Unaccompanied children not fleeing violence, says Guatemala's first lady (+video)
Really?
Guatemala’s first lady Rosa Leal de Pérez traveled to the US-Mexicoborder earlier this month to see how the US is dealing with the surge of migrant children, many from her nation.
She called the situation a “humanitarian crisis” and said she believed the kids were primarily traveling to the US in order to reunite with family members. Ms. Leal de Pérez blamed US immigration policies for keeping families apart and parents for putting their kids at risk. Something she didn't find responsible? Violence back home.
“I can’t say violence isn’t a problem in our countries,” she said, referring toCentral America’s northern triangle, which includes Honduras, El Salvador, and Guatemala, and from where the majority of these young migrants are fleeing. But she said violence wasn’t the reason kids were heading north.

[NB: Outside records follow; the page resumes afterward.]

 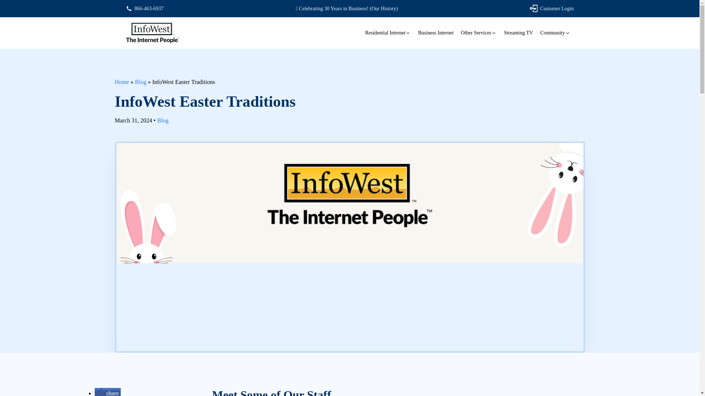 What do you see at coordinates (152, 33) in the screenshot?
I see `InfoWest - The Internet People` at bounding box center [152, 33].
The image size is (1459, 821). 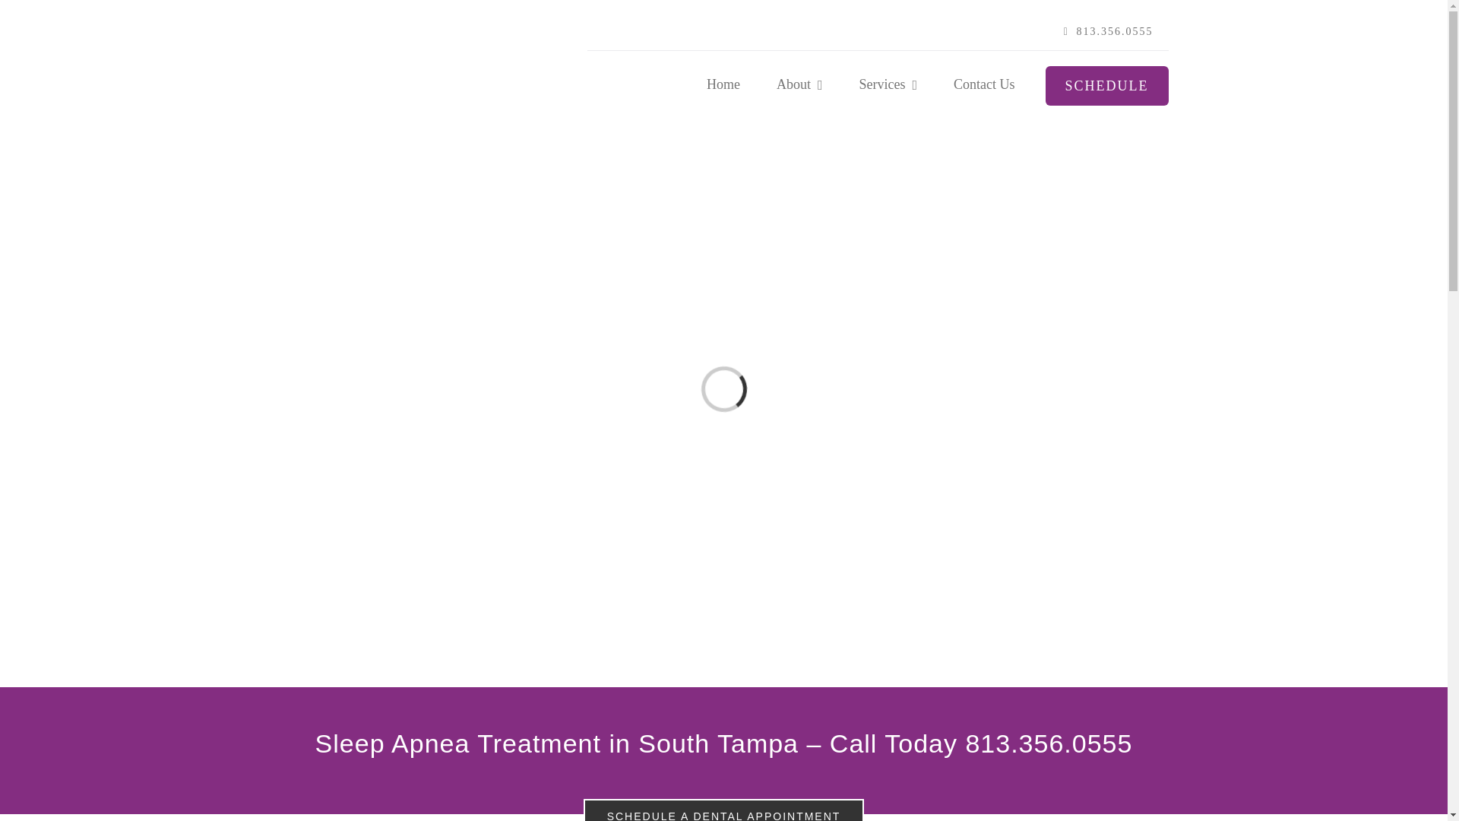 What do you see at coordinates (724, 810) in the screenshot?
I see `SCHEDULE A DENTAL APPOINTMENT` at bounding box center [724, 810].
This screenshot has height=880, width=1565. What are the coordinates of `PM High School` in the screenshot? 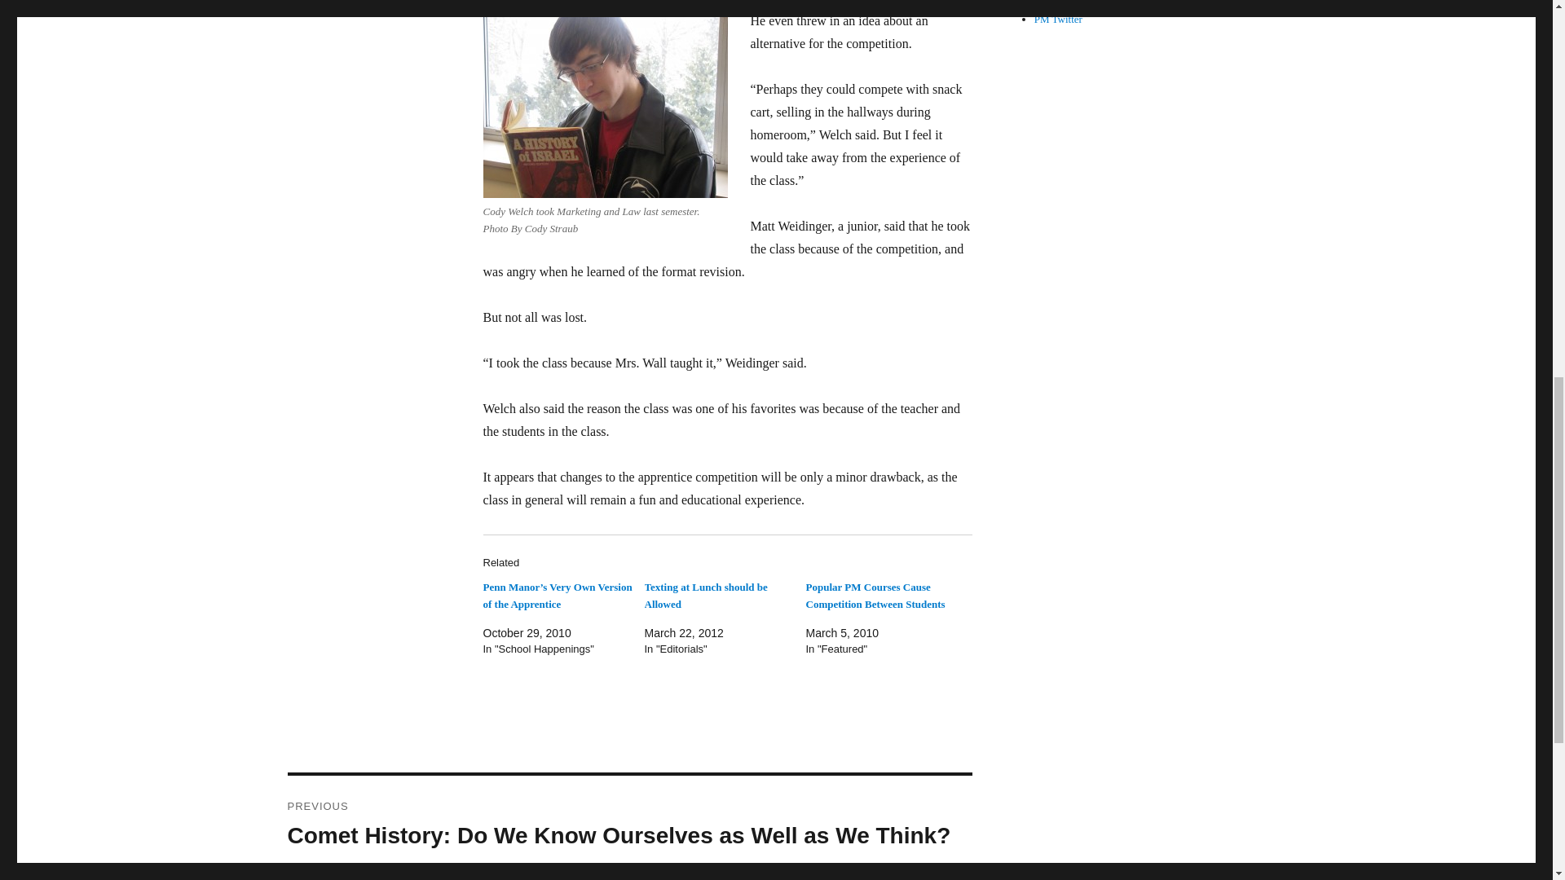 It's located at (1088, 3).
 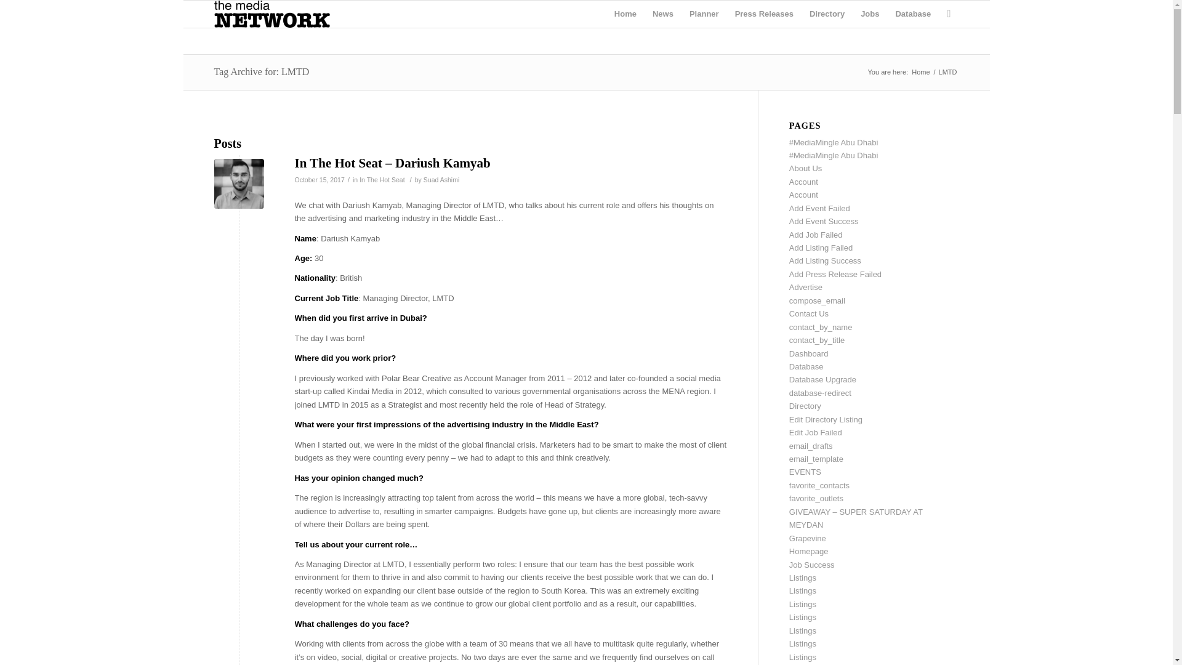 What do you see at coordinates (262, 71) in the screenshot?
I see `Tag Archive for: LMTD` at bounding box center [262, 71].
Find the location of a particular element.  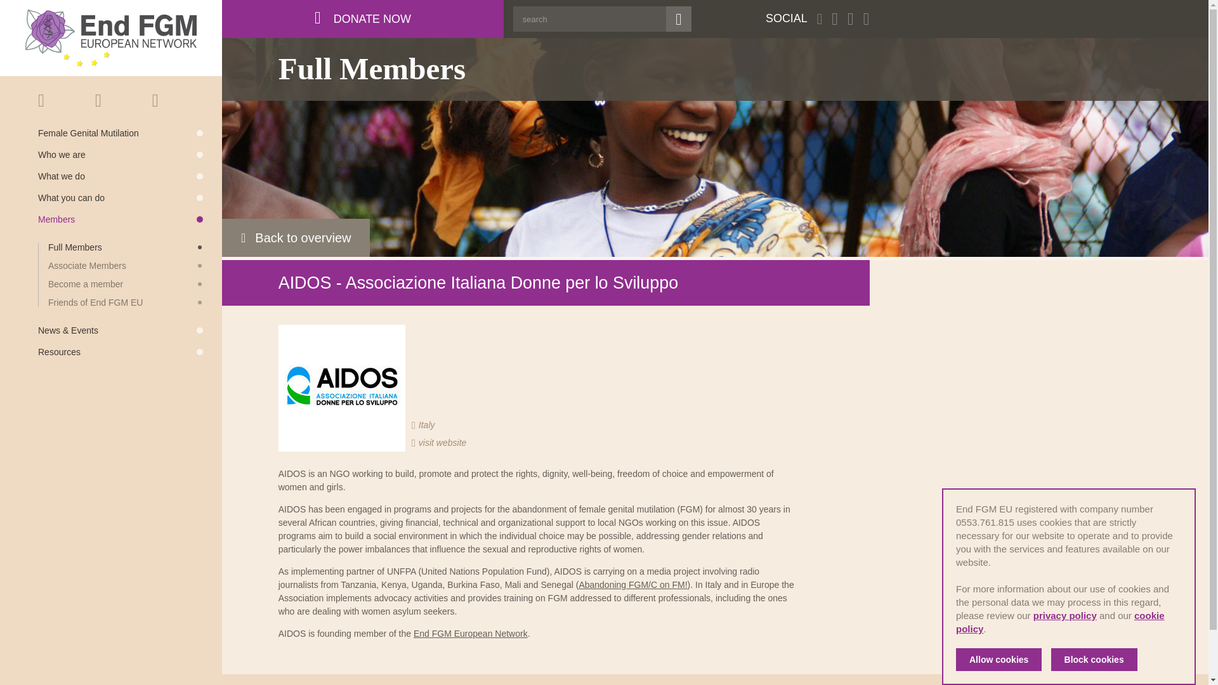

Female Genital Mutilation is located at coordinates (121, 133).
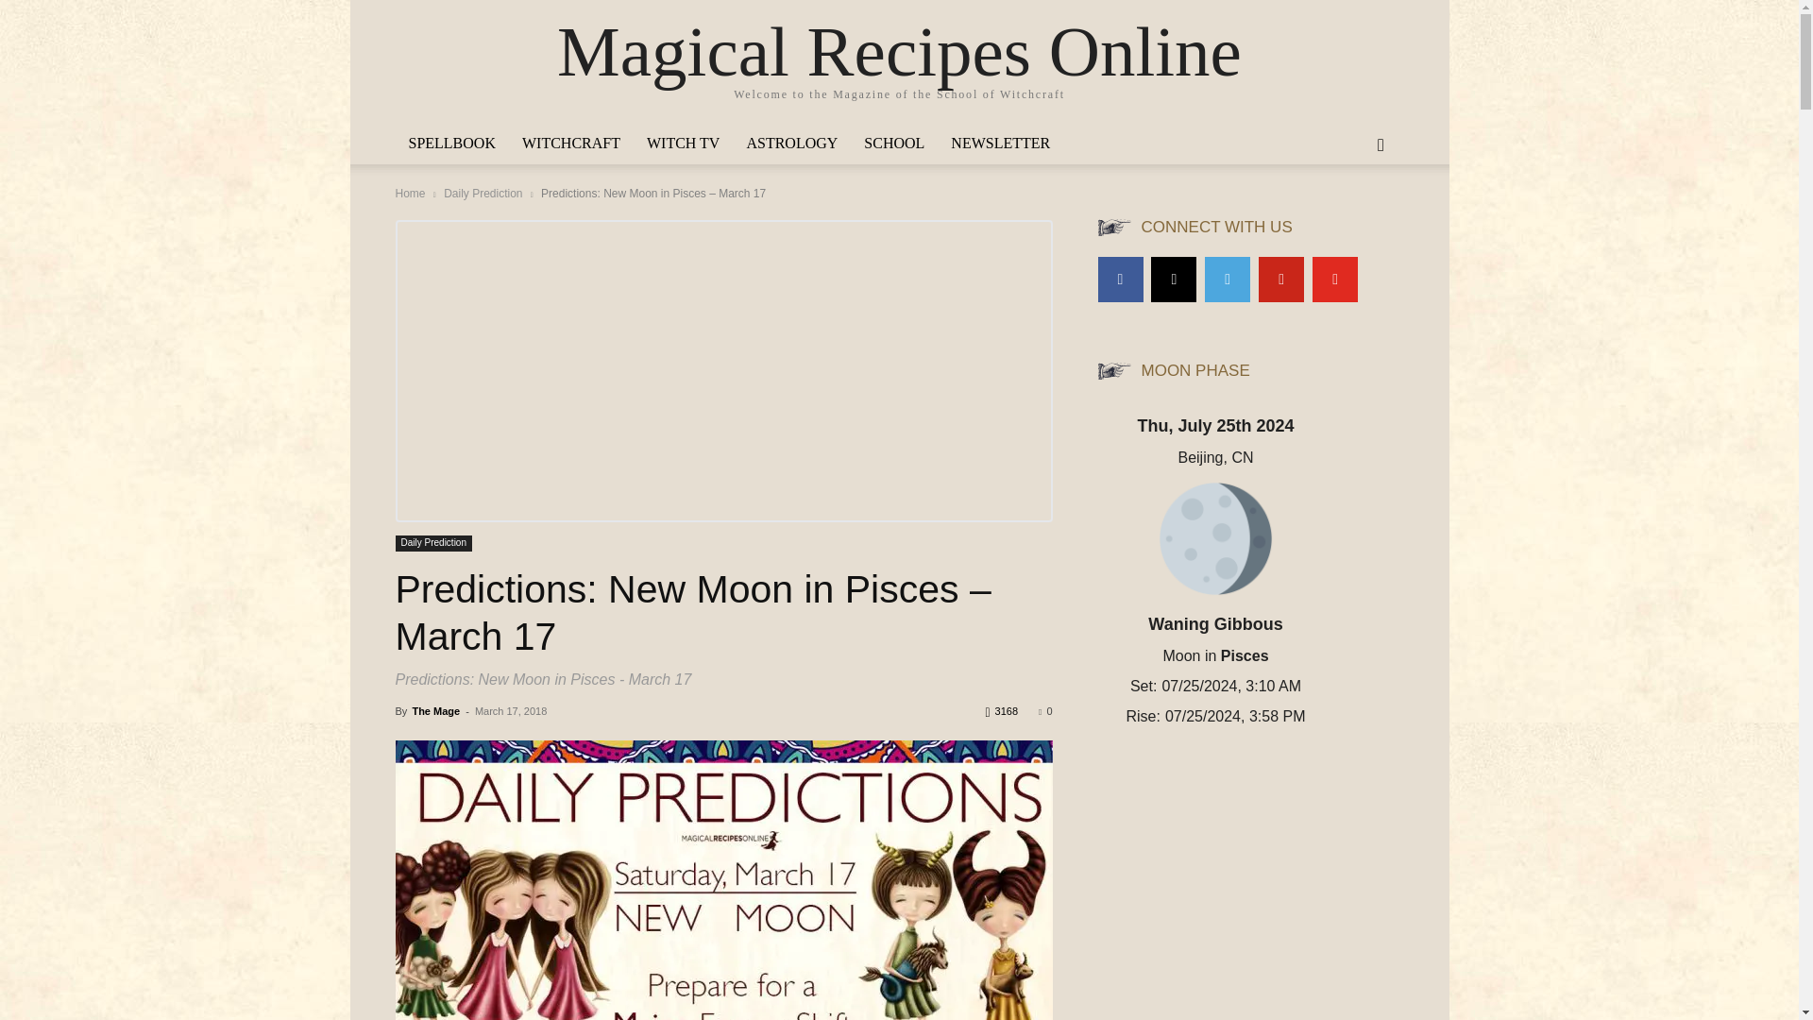 This screenshot has height=1020, width=1813. Describe the element at coordinates (791, 143) in the screenshot. I see `ASTROLOGY` at that location.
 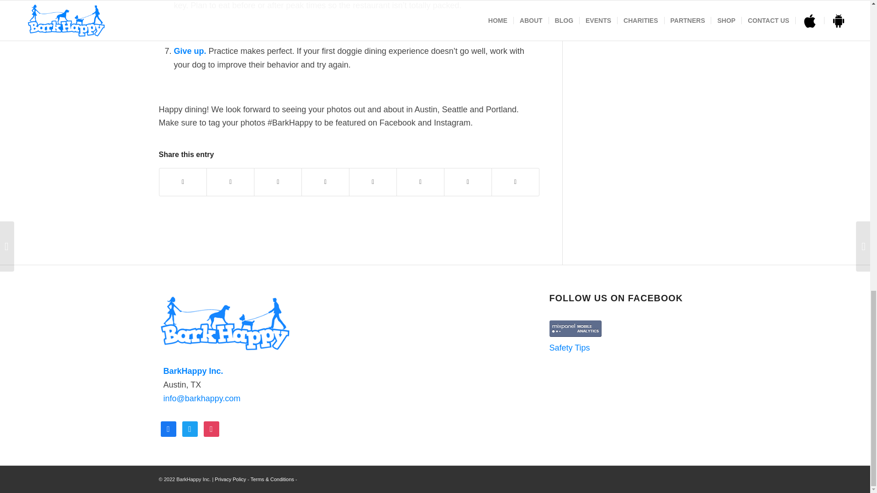 What do you see at coordinates (168, 428) in the screenshot?
I see `Friend me on Facebook` at bounding box center [168, 428].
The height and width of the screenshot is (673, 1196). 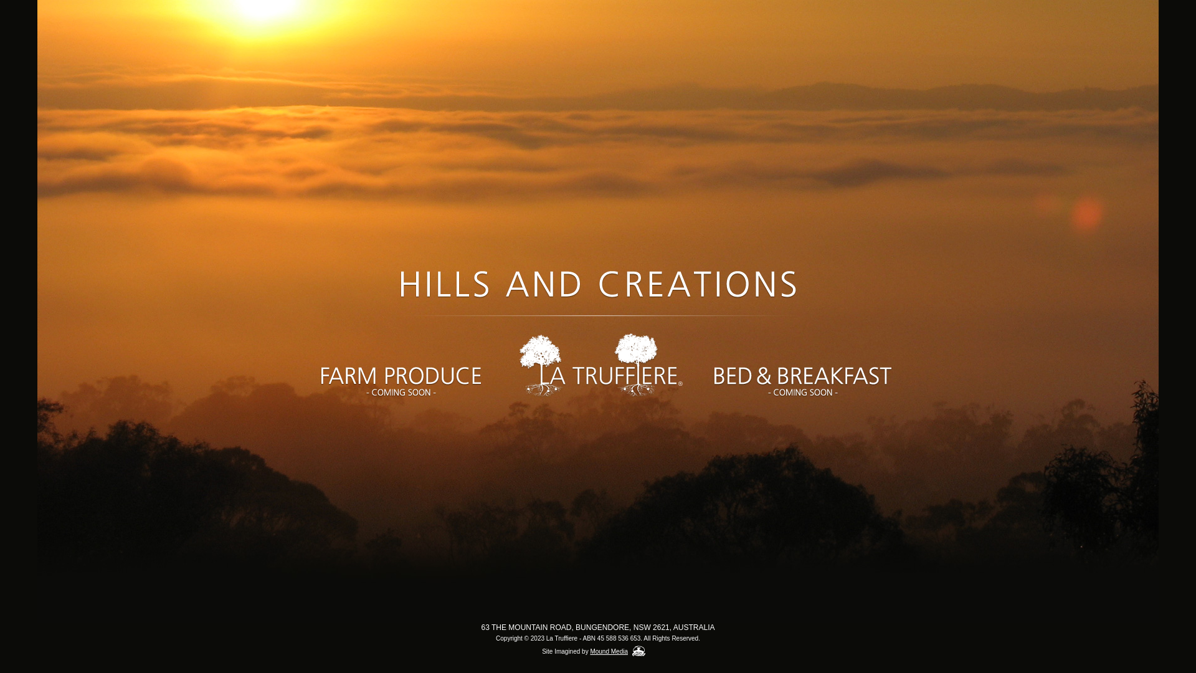 I want to click on La Truffiere, so click(x=598, y=367).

Inside militants' secret tunnels in Pakistan
July 11, 2014 -- Updated 0732 GMT (1532 HKT)
Miranshah, Pakistan (CNN) -- In a tea shop in Miranshah, a dusty town in northeastern Pakistan, an empty kettle hangs on a hook waiting to be used, while flies hover over baskets piled high with sweetmeats drying out in the July sunshine.
The surrounding streets are unusually quiet -- no children playing, no old men selling fruit, no whir of machinery from local workshops. The buzz of life has been replaced by deathly silence in the largest town in Pakistan's troubled North Waziristan. Much of it now lies in ruin, its population nowhere to be seen.
In a rare visit organized by Pakistan's military, I was one of the few journalists transported into the region where the army has been waging a full-scale ground offensive against militants since mid-June. The operation has been named Zarb-e-Azb after a famous sword of the prophet Muhammad.